An unexpected delay in selling nationalized Austrian lender Hypo Alpe Adria's [HAABI.UL] Balkan network is no cause for alarm, the country's markets watchdog said on Wednesday, stressing the business was well funded and capitalized.
Hypo agreed in principle to sell the asset to U.S. private equity group Advent and the European Bank for Reconstruction and Development, but Austria re-opened the sale to other bidders last week, pushing any deal back into 2015.
The delay came days before an independent panel blasted Austria's handling of Hypo, which has cost tax-payers billions of euros since it was acquired from BayernLB [BAYLB.UL] in 2009. It criticised supervisors' failure to head off the costly disaster.
Helmut Ettl, co-head of the Financial Market Authority (FMA), pointed out that negotiations in the "difficult" case of selling the Balkans network were continuing and the FMA had already signed off on a sale to Advent and the EBRD.
The European Commission has set a deadline of mid-2015 for a deal signing and end-2015 for closing, and Ettl acknowledged that a wind-down of the Balkan network was a possibility.
The network, last valued at 89 million euros ($110 million) on Hypo's books, comprises banks and leasing companies in Bosnia and Herzegovina, Croatia, Montenegro, Serbia and Slovenia. Asked whether those countries should be concerned, Ettl said:
"The situation is not so uncomfortable for those countries at the moment....(The network) is well ring-fenced, well capitalized and financing is assured."
Ettl and co-FMA head Klaus Kumpfmueller said they would see if the Hypo report exposed weak spots the FMA had not already addressed to strengthen its supervisory role.
"No one in Austria would accuse us today of being a toothless supervisor that does not look into things. The criticism we get now is rather to the contrary," Ettl said.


### Aim of the exercise
Looking at the material below, count the lines that contain "Image" and answer with the count only.

START Material for this exercise

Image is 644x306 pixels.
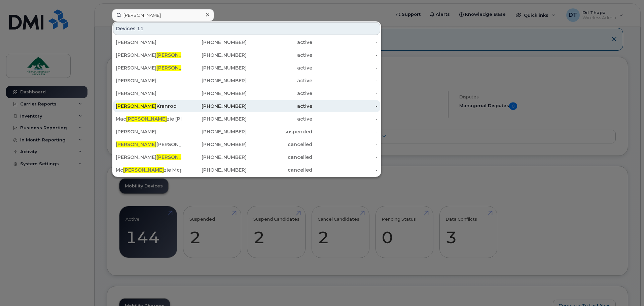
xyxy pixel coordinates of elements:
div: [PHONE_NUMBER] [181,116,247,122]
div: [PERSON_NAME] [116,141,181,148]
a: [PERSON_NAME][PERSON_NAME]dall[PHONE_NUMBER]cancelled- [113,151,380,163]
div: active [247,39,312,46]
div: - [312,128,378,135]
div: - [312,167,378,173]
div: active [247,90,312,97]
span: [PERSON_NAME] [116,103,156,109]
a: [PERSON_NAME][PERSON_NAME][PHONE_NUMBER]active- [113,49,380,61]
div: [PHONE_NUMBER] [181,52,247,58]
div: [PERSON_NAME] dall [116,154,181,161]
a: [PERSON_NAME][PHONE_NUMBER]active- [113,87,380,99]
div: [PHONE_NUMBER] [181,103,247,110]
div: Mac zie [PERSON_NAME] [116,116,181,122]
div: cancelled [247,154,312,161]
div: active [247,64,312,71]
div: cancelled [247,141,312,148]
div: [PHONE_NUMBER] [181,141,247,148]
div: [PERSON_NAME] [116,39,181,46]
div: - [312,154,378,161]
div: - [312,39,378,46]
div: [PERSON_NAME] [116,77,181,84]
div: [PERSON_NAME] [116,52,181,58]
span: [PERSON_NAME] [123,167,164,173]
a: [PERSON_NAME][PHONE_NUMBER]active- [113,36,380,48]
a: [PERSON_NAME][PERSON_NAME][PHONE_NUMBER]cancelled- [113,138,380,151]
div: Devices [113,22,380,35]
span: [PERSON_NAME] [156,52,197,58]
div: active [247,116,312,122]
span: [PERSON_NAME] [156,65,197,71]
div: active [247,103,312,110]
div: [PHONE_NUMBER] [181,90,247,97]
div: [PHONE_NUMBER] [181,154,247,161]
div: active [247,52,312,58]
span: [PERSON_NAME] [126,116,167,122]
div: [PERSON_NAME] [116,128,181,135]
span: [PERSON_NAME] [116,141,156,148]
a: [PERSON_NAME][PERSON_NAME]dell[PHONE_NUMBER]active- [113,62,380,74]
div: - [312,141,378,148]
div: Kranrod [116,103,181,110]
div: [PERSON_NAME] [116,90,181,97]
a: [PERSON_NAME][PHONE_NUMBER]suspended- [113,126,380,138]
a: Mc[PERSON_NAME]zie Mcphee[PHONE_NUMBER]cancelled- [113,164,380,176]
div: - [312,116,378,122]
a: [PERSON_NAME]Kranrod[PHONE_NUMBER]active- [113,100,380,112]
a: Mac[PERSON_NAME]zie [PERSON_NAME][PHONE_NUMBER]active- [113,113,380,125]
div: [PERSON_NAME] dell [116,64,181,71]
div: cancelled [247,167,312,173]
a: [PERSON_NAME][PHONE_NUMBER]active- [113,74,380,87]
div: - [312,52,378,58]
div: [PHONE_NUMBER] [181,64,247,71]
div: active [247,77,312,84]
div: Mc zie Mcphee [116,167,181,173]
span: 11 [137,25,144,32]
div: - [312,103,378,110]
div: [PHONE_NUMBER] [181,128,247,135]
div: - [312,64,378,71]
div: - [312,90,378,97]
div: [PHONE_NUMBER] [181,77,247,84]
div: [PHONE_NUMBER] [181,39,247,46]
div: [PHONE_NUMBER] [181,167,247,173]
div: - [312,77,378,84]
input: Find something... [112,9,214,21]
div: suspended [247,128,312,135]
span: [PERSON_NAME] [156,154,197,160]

END Material for this exercise
START Material for this exercise

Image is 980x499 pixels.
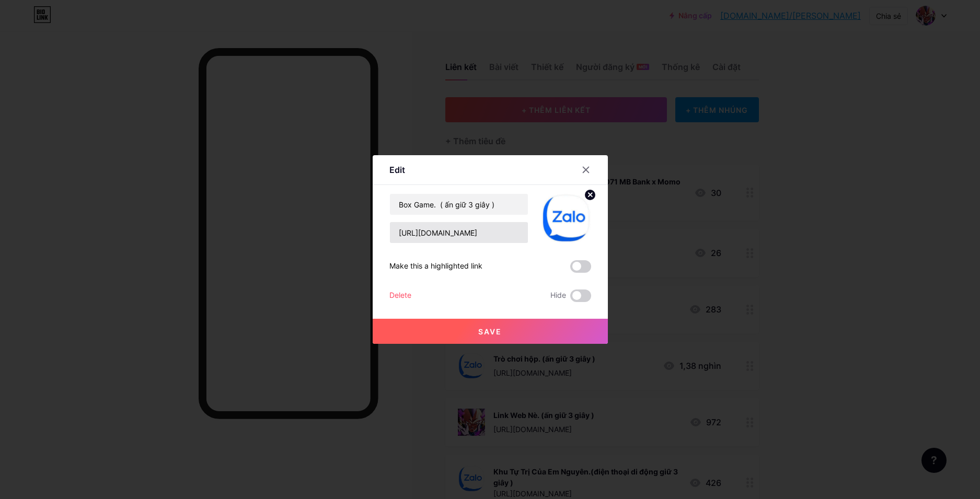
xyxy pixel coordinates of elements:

END Material for this exercise

### Solution
2